◆ Problem requirements ◆
Your response should be the listing below, repeated exactly and in full.

◆ Data shown ◆
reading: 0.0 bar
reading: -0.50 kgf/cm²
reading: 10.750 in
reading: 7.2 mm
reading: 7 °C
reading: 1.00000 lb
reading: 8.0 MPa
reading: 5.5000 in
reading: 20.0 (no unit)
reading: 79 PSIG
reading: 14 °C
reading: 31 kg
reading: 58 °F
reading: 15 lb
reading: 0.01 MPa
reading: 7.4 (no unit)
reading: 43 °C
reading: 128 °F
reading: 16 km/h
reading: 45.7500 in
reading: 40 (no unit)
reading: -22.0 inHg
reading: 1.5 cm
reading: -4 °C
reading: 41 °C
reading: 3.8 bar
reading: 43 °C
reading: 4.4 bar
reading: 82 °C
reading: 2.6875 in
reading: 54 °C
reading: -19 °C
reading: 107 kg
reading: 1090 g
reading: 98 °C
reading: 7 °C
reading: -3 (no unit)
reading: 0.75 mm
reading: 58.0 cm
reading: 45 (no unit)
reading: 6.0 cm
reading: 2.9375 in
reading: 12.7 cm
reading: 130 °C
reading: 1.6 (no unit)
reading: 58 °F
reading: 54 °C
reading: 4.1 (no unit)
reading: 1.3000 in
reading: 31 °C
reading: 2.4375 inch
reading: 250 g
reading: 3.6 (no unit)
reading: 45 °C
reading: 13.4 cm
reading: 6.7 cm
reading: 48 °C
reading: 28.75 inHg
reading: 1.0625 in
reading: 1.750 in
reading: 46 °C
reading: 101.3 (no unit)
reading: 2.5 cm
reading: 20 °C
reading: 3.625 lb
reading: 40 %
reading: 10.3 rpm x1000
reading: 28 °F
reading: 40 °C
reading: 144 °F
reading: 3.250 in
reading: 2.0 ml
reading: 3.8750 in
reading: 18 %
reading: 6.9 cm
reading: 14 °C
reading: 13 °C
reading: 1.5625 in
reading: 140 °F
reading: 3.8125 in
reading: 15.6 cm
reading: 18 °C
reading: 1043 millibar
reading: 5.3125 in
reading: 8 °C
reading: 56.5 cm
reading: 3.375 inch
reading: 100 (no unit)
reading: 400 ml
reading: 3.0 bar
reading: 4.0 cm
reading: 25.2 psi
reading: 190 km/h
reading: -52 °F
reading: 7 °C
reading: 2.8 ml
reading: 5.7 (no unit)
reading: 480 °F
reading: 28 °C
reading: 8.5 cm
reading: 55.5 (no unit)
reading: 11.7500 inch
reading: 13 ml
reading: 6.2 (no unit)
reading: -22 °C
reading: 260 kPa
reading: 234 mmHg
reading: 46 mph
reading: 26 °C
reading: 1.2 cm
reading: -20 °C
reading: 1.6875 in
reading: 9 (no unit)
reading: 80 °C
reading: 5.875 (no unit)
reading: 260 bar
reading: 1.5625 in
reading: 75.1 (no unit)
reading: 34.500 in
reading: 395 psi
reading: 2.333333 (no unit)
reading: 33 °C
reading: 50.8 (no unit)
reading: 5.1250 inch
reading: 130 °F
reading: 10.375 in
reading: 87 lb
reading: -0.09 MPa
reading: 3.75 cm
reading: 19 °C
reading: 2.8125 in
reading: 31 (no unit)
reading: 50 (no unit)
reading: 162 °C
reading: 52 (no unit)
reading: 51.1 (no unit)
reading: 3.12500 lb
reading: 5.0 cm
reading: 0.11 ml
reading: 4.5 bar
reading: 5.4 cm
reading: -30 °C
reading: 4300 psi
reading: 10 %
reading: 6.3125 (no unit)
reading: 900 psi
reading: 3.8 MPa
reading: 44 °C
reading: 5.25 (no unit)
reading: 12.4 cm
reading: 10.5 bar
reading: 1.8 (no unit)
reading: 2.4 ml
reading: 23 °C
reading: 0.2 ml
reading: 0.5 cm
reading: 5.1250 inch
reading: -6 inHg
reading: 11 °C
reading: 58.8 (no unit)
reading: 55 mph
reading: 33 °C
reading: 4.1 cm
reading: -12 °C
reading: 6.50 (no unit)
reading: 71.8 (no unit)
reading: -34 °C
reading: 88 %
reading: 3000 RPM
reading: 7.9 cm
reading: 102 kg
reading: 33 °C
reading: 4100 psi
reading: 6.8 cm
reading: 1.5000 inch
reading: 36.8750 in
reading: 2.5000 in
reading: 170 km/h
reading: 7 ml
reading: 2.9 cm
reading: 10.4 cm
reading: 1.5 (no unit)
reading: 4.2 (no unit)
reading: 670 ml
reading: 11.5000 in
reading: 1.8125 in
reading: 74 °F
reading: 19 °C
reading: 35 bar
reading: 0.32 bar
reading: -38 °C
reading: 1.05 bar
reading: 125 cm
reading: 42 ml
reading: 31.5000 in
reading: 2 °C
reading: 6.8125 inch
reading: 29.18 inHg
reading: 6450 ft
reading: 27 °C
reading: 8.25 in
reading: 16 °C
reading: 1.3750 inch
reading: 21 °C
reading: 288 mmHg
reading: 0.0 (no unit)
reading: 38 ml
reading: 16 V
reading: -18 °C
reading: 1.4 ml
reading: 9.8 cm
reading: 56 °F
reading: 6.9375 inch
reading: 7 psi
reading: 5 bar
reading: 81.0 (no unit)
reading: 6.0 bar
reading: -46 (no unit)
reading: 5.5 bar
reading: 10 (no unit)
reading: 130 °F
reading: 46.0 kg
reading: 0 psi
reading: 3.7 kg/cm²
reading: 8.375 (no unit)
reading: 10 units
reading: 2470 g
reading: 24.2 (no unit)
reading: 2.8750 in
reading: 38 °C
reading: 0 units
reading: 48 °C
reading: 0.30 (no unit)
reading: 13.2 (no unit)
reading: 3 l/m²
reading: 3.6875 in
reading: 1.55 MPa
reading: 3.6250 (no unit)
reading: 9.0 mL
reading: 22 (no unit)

◆ Written solution ◆
reading: 0.0 bar
reading: -0.50 kgf/cm²
reading: 10.750 in
reading: 7.2 mm
reading: 7 °C
reading: 1.00000 lb
reading: 8.0 MPa
reading: 5.5000 in
reading: 20.0 (no unit)
reading: 79 PSIG
reading: 14 °C
reading: 31 kg
reading: 58 °F
reading: 15 lb
reading: 0.01 MPa
reading: 7.4 (no unit)
reading: 43 °C
reading: 128 °F
reading: 16 km/h
reading: 45.7500 in
reading: 40 (no unit)
reading: -22.0 inHg
reading: 1.5 cm
reading: -4 °C
reading: 41 °C
reading: 3.8 bar
reading: 43 °C
reading: 4.4 bar
reading: 82 °C
reading: 2.6875 in
reading: 54 °C
reading: -19 °C
reading: 107 kg
reading: 1090 g
reading: 98 °C
reading: 7 °C
reading: -3 (no unit)
reading: 0.75 mm
reading: 58.0 cm
reading: 45 (no unit)
reading: 6.0 cm
reading: 2.9375 in
reading: 12.7 cm
reading: 130 °C
reading: 1.6 (no unit)
reading: 58 °F
reading: 54 °C
reading: 4.1 (no unit)
reading: 1.3000 in
reading: 31 °C
reading: 2.4375 inch
reading: 250 g
reading: 3.6 (no unit)
reading: 45 °C
reading: 13.4 cm
reading: 6.7 cm
reading: 48 °C
reading: 28.75 inHg
reading: 1.0625 in
reading: 1.750 in
reading: 46 °C
reading: 101.3 (no unit)
reading: 2.5 cm
reading: 20 °C
reading: 3.625 lb
reading: 40 %
reading: 10.3 rpm x1000
reading: 28 °F
reading: 40 °C
reading: 144 °F
reading: 3.250 in
reading: 2.0 ml
reading: 3.8750 in
reading: 18 %
reading: 6.9 cm
reading: 14 °C
reading: 13 °C
reading: 1.5625 in
reading: 140 °F
reading: 3.8125 in
reading: 15.6 cm
reading: 18 °C
reading: 1043 millibar
reading: 5.3125 in
reading: 8 °C
reading: 56.5 cm
reading: 3.375 inch
reading: 100 (no unit)
reading: 400 ml
reading: 3.0 bar
reading: 4.0 cm
reading: 25.2 psi
reading: 190 km/h
reading: -52 °F
reading: 7 °C
reading: 2.8 ml
reading: 5.7 (no unit)
reading: 480 °F
reading: 28 °C
reading: 8.5 cm
reading: 55.5 (no unit)
reading: 11.7500 inch
reading: 13 ml
reading: 6.2 (no unit)
reading: -22 °C
reading: 260 kPa
reading: 234 mmHg
reading: 46 mph
reading: 26 °C
reading: 1.2 cm
reading: -20 °C
reading: 1.6875 in
reading: 9 (no unit)
reading: 80 °C
reading: 5.875 (no unit)
reading: 260 bar
reading: 1.5625 in
reading: 75.1 (no unit)
reading: 34.500 in
reading: 395 psi
reading: 2.333333 (no unit)
reading: 33 °C
reading: 50.8 (no unit)
reading: 5.1250 inch
reading: 130 °F
reading: 10.375 in
reading: 87 lb
reading: -0.09 MPa
reading: 3.75 cm
reading: 19 °C
reading: 2.8125 in
reading: 31 (no unit)
reading: 50 (no unit)
reading: 162 °C
reading: 52 (no unit)
reading: 51.1 (no unit)
reading: 3.12500 lb
reading: 5.0 cm
reading: 0.11 ml
reading: 4.5 bar
reading: 5.4 cm
reading: -30 °C
reading: 4300 psi
reading: 10 %
reading: 6.3125 (no unit)
reading: 900 psi
reading: 3.8 MPa
reading: 44 °C
reading: 5.25 (no unit)
reading: 12.4 cm
reading: 10.5 bar
reading: 1.8 (no unit)
reading: 2.4 ml
reading: 23 °C
reading: 0.2 ml
reading: 0.5 cm
reading: 5.1250 inch
reading: -6 inHg
reading: 11 °C
reading: 58.8 (no unit)
reading: 55 mph
reading: 33 °C
reading: 4.1 cm
reading: -12 °C
reading: 6.50 (no unit)
reading: 71.8 (no unit)
reading: -34 °C
reading: 88 %
reading: 3000 RPM
reading: 7.9 cm
reading: 102 kg
reading: 33 °C
reading: 4100 psi
reading: 6.8 cm
reading: 1.5000 inch
reading: 36.8750 in
reading: 2.5000 in
reading: 170 km/h
reading: 7 ml
reading: 2.9 cm
reading: 10.4 cm
reading: 1.5 (no unit)
reading: 4.2 (no unit)
reading: 670 ml
reading: 11.5000 in
reading: 1.8125 in
reading: 74 °F
reading: 19 °C
reading: 35 bar
reading: 0.32 bar
reading: -38 °C
reading: 1.05 bar
reading: 125 cm
reading: 42 ml
reading: 31.5000 in
reading: 2 °C
reading: 6.8125 inch
reading: 29.18 inHg
reading: 6450 ft
reading: 27 °C
reading: 8.25 in
reading: 16 °C
reading: 1.3750 inch
reading: 21 °C
reading: 288 mmHg
reading: 0.0 (no unit)
reading: 38 ml
reading: 16 V
reading: -18 °C
reading: 1.4 ml
reading: 9.8 cm
reading: 56 °F
reading: 6.9375 inch
reading: 7 psi
reading: 5 bar
reading: 81.0 (no unit)
reading: 6.0 bar
reading: -46 (no unit)
reading: 5.5 bar
reading: 10 (no unit)
reading: 130 °F
reading: 46.0 kg
reading: 0 psi
reading: 3.7 kg/cm²
reading: 8.375 (no unit)
reading: 10 units
reading: 2470 g
reading: 24.2 (no unit)
reading: 2.8750 in
reading: 38 °C
reading: 0 units
reading: 48 °C
reading: 0.30 (no unit)
reading: 13.2 (no unit)
reading: 3 l/m²
reading: 3.6875 in
reading: 1.55 MPa
reading: 3.6250 (no unit)
reading: 9.0 mL
reading: 22 (no unit)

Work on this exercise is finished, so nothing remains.